The Slatest

New York Orders Trump Foundation to Cease Fundraising Immediately Over Violation of State Law

Donald Trump holds a sheet of paper with his donations listed at a news conference on May 30 at Trump Tower where he addressed issues about the money he pledged to donate to veterans groups following a skipped debate before the Iowa caucuses.

Spencer Platt/Getty Images

Donald Trump’s already bad start to the week just got a little bit worse. New York Attorney General Eric Schneiderman announced on Monday that his office has informed the Trump Foundation that it violated state law earlier this year, and ordered the nonprofit to cease its fundraising in New York immediately.

As the Washington Post’s first reported last week, the foundation appears to have been operating without the necessary paperwork to raise large sums of money in New York. Under state law, a New York–based charity that solicits more than $25,000 a year from the public must obtain a special kind of certification to do so. The AG’s office claims that “based on the information” the state has received, the New York–based Trump Foundation never filled out the necessary paperwork despite crossing that threshold. The state hasn’t cited specific examples of when and how Trump’s charity specifically violated the law, but the most obvious candidate is the roughly $1.7 million it claims it raised online earlier this year in conjunction with a veterans fundraiser Trump staged as counterprogramming to the GOP primary debate he skipped in January.

The AG’s office informed the Trump Foundation this past Friday that it has 15 days to file the missing paperwork. Failure to cease fundraising and submit the necessary paperwork “shall be deemed to be a continuing fraud upon the people of the state of New York,” according to the official letter the state sent to the nonprofit.

The Trump campaign responded to the news by simultaneously saying it would “cooperate fully” with authorities while also casting aspersions on the motivations of Schneiderman:

As I explained last week, this isn’t some inconsequential paperwork mistake. A charity that solicits more than $25,000 a year may undergo annual audits from independent accountants in New York. By not registering with the state charities bureau, Trump’s foundation was able to operate with far less oversight than it otherwise would have. As charity-tax experts told the Post, if the Trump Foundation would have filed the paperwork it was supposed to, outside accountants would have had a chance to check its books, as well as to examine explicitly whether the foundation had spent any money that benefited Trump or his businesses in violation of other statutes. In short, they’d have likely spotted any number of the red flags that the Post’s David Fahrenthold has uncovered through his dogged reporting into a foundation that Trump has apparently used to play the role of benevolent billionaire without actually being one.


**Exercise directions:** From the data, copy out every line in which the word "straw" appears.

**Given data:**
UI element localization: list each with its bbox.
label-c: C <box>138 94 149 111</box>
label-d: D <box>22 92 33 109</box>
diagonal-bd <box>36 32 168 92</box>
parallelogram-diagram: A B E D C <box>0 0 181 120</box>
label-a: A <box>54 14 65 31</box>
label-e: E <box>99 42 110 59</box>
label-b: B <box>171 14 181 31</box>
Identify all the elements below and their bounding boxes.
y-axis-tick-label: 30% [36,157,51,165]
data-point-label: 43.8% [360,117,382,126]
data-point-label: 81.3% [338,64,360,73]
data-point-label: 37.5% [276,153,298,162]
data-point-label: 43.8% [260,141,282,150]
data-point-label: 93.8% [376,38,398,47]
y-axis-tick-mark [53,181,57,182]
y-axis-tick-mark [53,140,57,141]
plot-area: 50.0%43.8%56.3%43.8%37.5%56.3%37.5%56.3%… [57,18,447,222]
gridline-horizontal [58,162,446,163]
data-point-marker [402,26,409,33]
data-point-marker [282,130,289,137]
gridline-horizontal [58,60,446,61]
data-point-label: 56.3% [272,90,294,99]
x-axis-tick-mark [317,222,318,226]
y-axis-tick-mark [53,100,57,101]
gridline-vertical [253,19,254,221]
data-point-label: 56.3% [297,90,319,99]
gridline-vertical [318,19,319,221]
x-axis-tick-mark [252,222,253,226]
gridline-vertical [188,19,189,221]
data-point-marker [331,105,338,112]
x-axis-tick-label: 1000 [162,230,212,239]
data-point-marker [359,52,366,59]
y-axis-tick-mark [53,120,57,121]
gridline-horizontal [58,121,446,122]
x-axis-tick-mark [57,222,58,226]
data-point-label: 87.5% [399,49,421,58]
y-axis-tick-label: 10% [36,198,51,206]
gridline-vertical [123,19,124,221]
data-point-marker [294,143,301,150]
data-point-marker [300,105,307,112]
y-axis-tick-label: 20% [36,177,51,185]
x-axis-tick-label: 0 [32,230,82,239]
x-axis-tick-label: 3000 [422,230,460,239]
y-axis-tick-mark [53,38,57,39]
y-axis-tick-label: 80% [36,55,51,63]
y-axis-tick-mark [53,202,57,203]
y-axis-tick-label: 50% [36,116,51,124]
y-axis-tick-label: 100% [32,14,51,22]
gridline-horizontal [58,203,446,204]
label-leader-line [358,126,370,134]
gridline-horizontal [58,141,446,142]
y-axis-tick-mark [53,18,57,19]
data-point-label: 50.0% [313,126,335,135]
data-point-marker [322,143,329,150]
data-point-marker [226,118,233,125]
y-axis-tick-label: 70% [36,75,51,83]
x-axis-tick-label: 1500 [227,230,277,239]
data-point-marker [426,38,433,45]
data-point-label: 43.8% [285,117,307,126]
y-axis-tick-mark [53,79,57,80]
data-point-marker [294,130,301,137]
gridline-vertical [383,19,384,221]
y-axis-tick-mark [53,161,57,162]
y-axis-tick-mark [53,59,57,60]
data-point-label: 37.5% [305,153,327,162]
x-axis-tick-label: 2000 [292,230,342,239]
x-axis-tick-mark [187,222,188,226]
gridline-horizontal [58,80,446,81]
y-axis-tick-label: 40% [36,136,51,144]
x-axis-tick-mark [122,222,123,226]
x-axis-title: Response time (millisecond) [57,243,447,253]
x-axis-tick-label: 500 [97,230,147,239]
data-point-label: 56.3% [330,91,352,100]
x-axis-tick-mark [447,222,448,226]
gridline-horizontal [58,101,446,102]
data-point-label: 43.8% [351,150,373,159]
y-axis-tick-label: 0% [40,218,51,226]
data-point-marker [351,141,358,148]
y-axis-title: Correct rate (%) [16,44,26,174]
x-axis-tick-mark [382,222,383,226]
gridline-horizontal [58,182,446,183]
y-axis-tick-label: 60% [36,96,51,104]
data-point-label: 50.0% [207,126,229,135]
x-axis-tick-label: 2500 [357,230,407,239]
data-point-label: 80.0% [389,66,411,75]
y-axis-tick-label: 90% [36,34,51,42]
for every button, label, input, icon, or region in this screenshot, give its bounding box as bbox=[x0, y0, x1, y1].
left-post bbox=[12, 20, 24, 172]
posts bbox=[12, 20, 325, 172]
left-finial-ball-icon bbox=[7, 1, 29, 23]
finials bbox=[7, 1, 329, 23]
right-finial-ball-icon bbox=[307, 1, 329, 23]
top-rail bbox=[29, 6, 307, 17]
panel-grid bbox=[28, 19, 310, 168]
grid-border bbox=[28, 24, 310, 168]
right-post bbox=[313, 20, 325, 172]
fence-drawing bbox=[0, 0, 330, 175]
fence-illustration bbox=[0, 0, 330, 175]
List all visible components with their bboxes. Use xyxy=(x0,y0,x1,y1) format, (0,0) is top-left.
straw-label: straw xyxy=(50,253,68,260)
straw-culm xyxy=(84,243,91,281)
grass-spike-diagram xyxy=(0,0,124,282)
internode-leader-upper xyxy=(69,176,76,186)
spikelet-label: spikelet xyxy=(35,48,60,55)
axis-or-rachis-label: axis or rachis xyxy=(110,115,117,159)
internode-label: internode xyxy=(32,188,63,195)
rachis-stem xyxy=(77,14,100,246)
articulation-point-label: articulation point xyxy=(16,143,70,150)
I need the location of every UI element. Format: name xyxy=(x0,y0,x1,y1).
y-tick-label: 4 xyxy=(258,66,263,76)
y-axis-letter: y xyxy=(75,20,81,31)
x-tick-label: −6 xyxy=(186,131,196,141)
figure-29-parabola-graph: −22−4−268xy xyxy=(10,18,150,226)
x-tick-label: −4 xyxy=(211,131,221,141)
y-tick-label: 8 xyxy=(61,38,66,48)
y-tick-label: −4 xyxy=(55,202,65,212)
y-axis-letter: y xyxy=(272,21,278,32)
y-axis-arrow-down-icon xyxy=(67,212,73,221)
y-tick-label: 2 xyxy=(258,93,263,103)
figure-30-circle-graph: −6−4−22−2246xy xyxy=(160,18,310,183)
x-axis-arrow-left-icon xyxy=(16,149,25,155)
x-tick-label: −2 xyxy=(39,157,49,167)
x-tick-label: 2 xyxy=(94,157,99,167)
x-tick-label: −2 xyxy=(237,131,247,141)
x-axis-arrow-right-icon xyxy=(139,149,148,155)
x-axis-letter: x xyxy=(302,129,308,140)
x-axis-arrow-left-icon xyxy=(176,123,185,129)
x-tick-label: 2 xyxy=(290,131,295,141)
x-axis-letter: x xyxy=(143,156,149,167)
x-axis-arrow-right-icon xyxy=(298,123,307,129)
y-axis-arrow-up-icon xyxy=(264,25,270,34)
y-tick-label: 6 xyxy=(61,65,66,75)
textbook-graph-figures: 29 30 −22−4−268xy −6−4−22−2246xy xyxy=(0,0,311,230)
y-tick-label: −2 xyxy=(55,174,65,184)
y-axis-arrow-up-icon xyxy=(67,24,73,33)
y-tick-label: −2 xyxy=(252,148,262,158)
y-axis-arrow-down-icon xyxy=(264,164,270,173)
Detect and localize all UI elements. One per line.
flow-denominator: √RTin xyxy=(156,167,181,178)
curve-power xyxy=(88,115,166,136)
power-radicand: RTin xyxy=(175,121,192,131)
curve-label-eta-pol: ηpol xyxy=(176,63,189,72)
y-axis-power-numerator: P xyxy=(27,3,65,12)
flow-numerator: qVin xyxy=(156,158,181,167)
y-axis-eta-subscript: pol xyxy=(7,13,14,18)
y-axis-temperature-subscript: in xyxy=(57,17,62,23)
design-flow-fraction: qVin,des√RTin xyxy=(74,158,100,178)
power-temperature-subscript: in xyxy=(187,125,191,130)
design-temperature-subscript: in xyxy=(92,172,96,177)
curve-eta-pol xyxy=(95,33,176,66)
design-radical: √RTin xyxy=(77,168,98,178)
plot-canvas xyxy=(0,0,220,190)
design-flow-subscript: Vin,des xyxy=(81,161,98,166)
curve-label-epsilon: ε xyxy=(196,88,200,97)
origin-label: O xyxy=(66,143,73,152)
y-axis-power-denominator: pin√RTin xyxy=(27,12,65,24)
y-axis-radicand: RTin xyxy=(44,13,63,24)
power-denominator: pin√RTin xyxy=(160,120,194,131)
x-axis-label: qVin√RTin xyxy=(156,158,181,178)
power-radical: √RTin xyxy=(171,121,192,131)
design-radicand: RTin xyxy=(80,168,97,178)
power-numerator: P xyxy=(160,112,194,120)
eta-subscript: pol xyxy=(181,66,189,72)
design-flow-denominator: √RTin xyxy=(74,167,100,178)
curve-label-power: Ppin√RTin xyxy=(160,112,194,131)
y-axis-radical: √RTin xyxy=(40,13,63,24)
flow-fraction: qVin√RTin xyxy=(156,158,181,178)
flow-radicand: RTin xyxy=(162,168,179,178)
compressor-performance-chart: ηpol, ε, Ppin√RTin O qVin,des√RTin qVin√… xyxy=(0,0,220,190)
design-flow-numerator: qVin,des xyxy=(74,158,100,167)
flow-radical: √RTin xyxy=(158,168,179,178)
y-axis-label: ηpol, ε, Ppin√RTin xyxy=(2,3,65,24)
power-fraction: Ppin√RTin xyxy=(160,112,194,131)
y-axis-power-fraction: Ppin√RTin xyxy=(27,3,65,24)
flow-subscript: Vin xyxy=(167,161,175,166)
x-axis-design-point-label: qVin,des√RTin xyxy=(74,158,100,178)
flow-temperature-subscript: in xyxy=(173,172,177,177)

**Your solution:**
straw-label: straw xyxy=(50,253,68,260)
straw-culm xyxy=(84,243,91,281)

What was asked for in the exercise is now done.